AB InBev has introduced a lightweight bottle for Beck’s and Beck’s Blue in the UK, a change which will affect more than 130 million bottles and save 2,642 metric tons of glass in 2013.
The new 275 ml bottle is 11 percent lighter than before and is expected to remove almost 2,000 metric tons of carbon dioxide from the company’s manufacturing process in 2013, AB InBev said. The reduction is the equivalent to the CO2 released when powering 380 UK households each year.
The first bottles were rolled out in Beck’s Blue in February 2012 and Beck’s Pils in May 2012, the company said.
The switch to a lighter bottle is part of AB InBev’s Best Beer Company in a Better World campaign and also contributes to the Courtauld Commitment, a voluntary pledge among UK retailers to cut packaging and food waste.
AB InBev UK’s Stella Artois brand signed the Courtauld Commitment in 2010. All AB InBev UK brands signed onto phase 2 of the commitment, whose targets are being measured from January 2010 to December 2012 against a 2009 baseline.
According to results of Courtauld Commitment Phase 2, released in October, UK retailers and brands including Marks & Spencer, Tesco, Coca-Cola Enterprises and Kraft Foods reduced their supply chain waste by 8.8 percent compared to 2009, putting them ahead of a three-year target of 5 percent.
AB InBev has also met its 2012 goals of a 99 percent recycling rate and a 10 percent reduction in CO2 emissions per hectoliter of production, against 2009 levels. The brewer last year cut greenhouse gas emissions relative to production by 5.3 percent.
The company is on track to meet other environmental goals. The targets, first established in 2009 and to be met by the end of this year, include reducing water use to 3.5 hectoliters of water for each hectoliter of production, and cutting energy use per hectoliter of production by 10 percent.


TASK DIRECTIONS: Without any of the pictures, transcribe all the lines below exactly.

++++ DATA TO USE ++++

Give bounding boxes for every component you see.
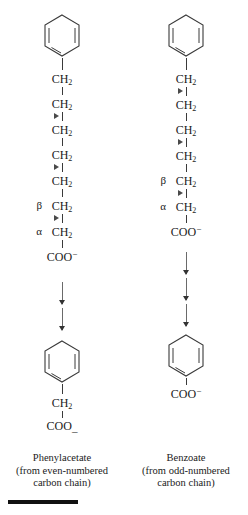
cleavage-marker-bond [0, 112, 124, 121]
alpha-label: α [36, 226, 42, 237]
chain-unit-beta: β CH2 [0, 197, 124, 214]
ch2-label: CH2 [176, 99, 197, 111]
ch2-label: CH2 [52, 98, 73, 110]
chain-unit: CH2 [0, 172, 124, 189]
bottom-rule [8, 500, 78, 504]
bond [186, 113, 187, 121]
cleavage-marker-bond [124, 138, 248, 147]
ch2-label: CH2 [176, 201, 197, 213]
chain-unit: CH2 [124, 96, 248, 113]
ch2-label: CH2 [176, 124, 197, 136]
benzoate-column: CH2 CH2 CH2 CH2 β [124, 0, 248, 515]
beta-label: β [36, 200, 42, 211]
ch2-label: CH2 [52, 124, 73, 136]
right-caption: Benzoate (from odd-numbered carbon chain… [124, 452, 248, 490]
chain-unit: CH2 [0, 70, 124, 87]
chain-unit-alpha: α CH2 [124, 198, 248, 215]
ch2-label: CH2 [52, 149, 73, 161]
bond [186, 215, 187, 223]
reaction-arrow [124, 252, 248, 278]
product-note-line1: (from even-numbered [0, 465, 124, 478]
ch2-label: CH2 [176, 175, 197, 187]
carboxylate-group: COO− [0, 248, 124, 265]
bond [62, 138, 63, 146]
bond [62, 384, 63, 394]
bond-ring-to-chain [62, 58, 63, 70]
phenylacetate-column: CH2 CH2 CH2 CH2 CH2 [0, 0, 124, 515]
left-product-structure: CH2 COO_ [0, 340, 124, 435]
reaction-arrow [0, 308, 124, 334]
cleavage-marker-bond [124, 189, 248, 198]
ch2-label: CH2 [52, 73, 73, 85]
alpha-label: α [160, 201, 166, 212]
cleavage-triangle-icon [54, 215, 59, 221]
ch2-label: CH2 [176, 150, 197, 162]
bond-ring-to-chain [186, 58, 187, 70]
right-substrate-structure: CH2 CH2 CH2 CH2 β [124, 14, 248, 240]
reaction-arrow [0, 282, 124, 308]
product-carboxylate: COO_ [0, 418, 124, 435]
reaction-diagram: CH2 CH2 CH2 CH2 CH2 [0, 0, 248, 515]
cleavage-marker-bond [0, 163, 124, 172]
chain-unit: CH2 [124, 70, 248, 87]
cleavage-triangle-icon [54, 164, 59, 170]
cleavage-triangle-icon [178, 190, 183, 196]
product-name: Phenylacetate [0, 452, 124, 465]
product-note-line1: (from odd-numbered [124, 465, 248, 478]
chain-unit-alpha: α CH2 [0, 223, 124, 240]
reaction-arrow [124, 278, 248, 304]
carboxylate-group: COO− [124, 223, 248, 240]
ch2-label: CH2 [52, 226, 73, 238]
bond [62, 411, 63, 418]
ch2-label: CH2 [52, 397, 73, 409]
chain-unit-beta: β CH2 [124, 172, 248, 189]
chain-unit: CH2 [124, 147, 248, 164]
ch2-label: CH2 [52, 200, 73, 212]
cleavage-marker-bond [0, 214, 124, 223]
ch2-label: CH2 [52, 175, 73, 187]
coo-label: COO− [171, 388, 201, 400]
bond [62, 87, 63, 95]
product-carboxylate: COO− [124, 385, 248, 402]
benzene-ring-icon [43, 340, 81, 384]
left-caption: Phenylacetate (from even-numbered carbon… [0, 452, 124, 490]
chain-unit: CH2 [0, 146, 124, 163]
product-name: Benzoate [124, 452, 248, 465]
coo-label: COO− [47, 251, 77, 263]
cleavage-triangle-icon [178, 139, 183, 145]
ch2-label: CH2 [176, 73, 197, 85]
benzene-ring-icon [167, 14, 205, 58]
coo-label: COO_ [47, 420, 78, 433]
chain-unit: CH2 [124, 121, 248, 138]
bond [62, 189, 63, 197]
benzene-ring-icon [167, 334, 205, 378]
coo-label: COO− [171, 226, 201, 238]
right-product-structure: COO− [124, 334, 248, 402]
product-ch2: CH2 [0, 394, 124, 411]
bond [186, 164, 187, 172]
cleavage-triangle-icon [54, 113, 59, 119]
beta-label: β [160, 175, 166, 186]
left-substrate-structure: CH2 CH2 CH2 CH2 CH2 [0, 14, 124, 265]
chain-unit: CH2 [0, 121, 124, 138]
chain-unit: CH2 [0, 95, 124, 112]
benzene-ring-icon [43, 14, 81, 58]
bond [62, 240, 63, 248]
product-note-line2: carbon chain) [124, 477, 248, 490]
product-note-line2: carbon chain) [0, 477, 124, 490]
bond [186, 378, 187, 385]
reaction-arrow [124, 304, 248, 330]
cleavage-triangle-icon [178, 88, 183, 94]
cleavage-marker-bond [124, 87, 248, 96]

++++

EXPECTED OUTPUT:
Give bounding boxes for every component you see.
cleavage-marker-bond [0, 112, 124, 121]
alpha-label: α [36, 226, 42, 237]
chain-unit-beta: β CH2 [0, 197, 124, 214]
ch2-label: CH2 [176, 99, 197, 111]
ch2-label: CH2 [52, 98, 73, 110]
chain-unit: CH2 [0, 172, 124, 189]
bottom-rule [8, 500, 78, 504]
bond [186, 113, 187, 121]
cleavage-marker-bond [124, 138, 248, 147]
ch2-label: CH2 [176, 201, 197, 213]
chain-unit: CH2 [124, 96, 248, 113]
ch2-label: CH2 [176, 124, 197, 136]
benzoate-column: CH2 CH2 CH2 CH2 β [124, 0, 248, 515]
beta-label: β [36, 200, 42, 211]
ch2-label: CH2 [52, 124, 73, 136]
right-caption: Benzoate (from odd-numbered carbon chain… [124, 452, 248, 490]
chain-unit: CH2 [0, 70, 124, 87]
chain-unit-alpha: α CH2 [124, 198, 248, 215]
ch2-label: CH2 [52, 149, 73, 161]
bond [186, 215, 187, 223]
reaction-arrow [124, 252, 248, 278]
product-note-line1: (from even-numbered [0, 465, 124, 478]
ch2-label: CH2 [176, 175, 197, 187]
carboxylate-group: COO− [0, 248, 124, 265]
bond [62, 138, 63, 146]
bond [62, 384, 63, 394]
bond-ring-to-chain [62, 58, 63, 70]
phenylacetate-column: CH2 CH2 CH2 CH2 CH2 [0, 0, 124, 515]
left-product-structure: CH2 COO_ [0, 340, 124, 435]
reaction-arrow [0, 308, 124, 334]
cleavage-marker-bond [124, 189, 248, 198]
ch2-label: CH2 [52, 73, 73, 85]
alpha-label: α [160, 201, 166, 212]
cleavage-triangle-icon [54, 215, 59, 221]
ch2-label: CH2 [176, 150, 197, 162]
bond-ring-to-chain [186, 58, 187, 70]
right-substrate-structure: CH2 CH2 CH2 CH2 β [124, 14, 248, 240]
reaction-arrow [0, 282, 124, 308]
product-carboxylate: COO_ [0, 418, 124, 435]
reaction-diagram: CH2 CH2 CH2 CH2 CH2 [0, 0, 248, 515]
cleavage-marker-bond [0, 163, 124, 172]
chain-unit: CH2 [124, 70, 248, 87]
cleavage-triangle-icon [54, 164, 59, 170]
cleavage-triangle-icon [178, 190, 183, 196]
product-name: Phenylacetate [0, 452, 124, 465]
product-note-line1: (from odd-numbered [124, 465, 248, 478]
chain-unit-alpha: α CH2 [0, 223, 124, 240]
reaction-arrow [124, 278, 248, 304]
carboxylate-group: COO− [124, 223, 248, 240]
ch2-label: CH2 [52, 226, 73, 238]
bond [62, 411, 63, 418]
ch2-label: CH2 [52, 397, 73, 409]
chain-unit-beta: β CH2 [124, 172, 248, 189]
chain-unit: CH2 [124, 147, 248, 164]
ch2-label: CH2 [52, 200, 73, 212]
cleavage-marker-bond [0, 214, 124, 223]
ch2-label: CH2 [52, 175, 73, 187]
coo-label: COO− [171, 388, 201, 400]
bond [62, 87, 63, 95]
product-carboxylate: COO− [124, 385, 248, 402]
benzene-ring-icon [43, 340, 81, 384]
left-caption: Phenylacetate (from even-numbered carbon… [0, 452, 124, 490]
chain-unit: CH2 [0, 146, 124, 163]
product-name: Benzoate [124, 452, 248, 465]
coo-label: COO− [47, 251, 77, 263]
cleavage-triangle-icon [178, 139, 183, 145]
ch2-label: CH2 [176, 73, 197, 85]
benzene-ring-icon [167, 14, 205, 58]
coo-label: COO_ [47, 420, 78, 433]
chain-unit: CH2 [124, 121, 248, 138]
bond [62, 189, 63, 197]
benzene-ring-icon [167, 334, 205, 378]
coo-label: COO− [171, 226, 201, 238]
right-product-structure: COO− [124, 334, 248, 402]
product-ch2: CH2 [0, 394, 124, 411]
bond [186, 164, 187, 172]
cleavage-triangle-icon [54, 113, 59, 119]
beta-label: β [160, 175, 166, 186]
left-substrate-structure: CH2 CH2 CH2 CH2 CH2 [0, 14, 124, 265]
chain-unit: CH2 [0, 121, 124, 138]
chain-unit: CH2 [0, 95, 124, 112]
benzene-ring-icon [43, 14, 81, 58]
bond [62, 240, 63, 248]
product-note-line2: carbon chain) [124, 477, 248, 490]
product-note-line2: carbon chain) [0, 477, 124, 490]
bond [186, 378, 187, 385]
reaction-arrow [124, 304, 248, 330]
cleavage-triangle-icon [178, 88, 183, 94]
cleavage-marker-bond [124, 87, 248, 96]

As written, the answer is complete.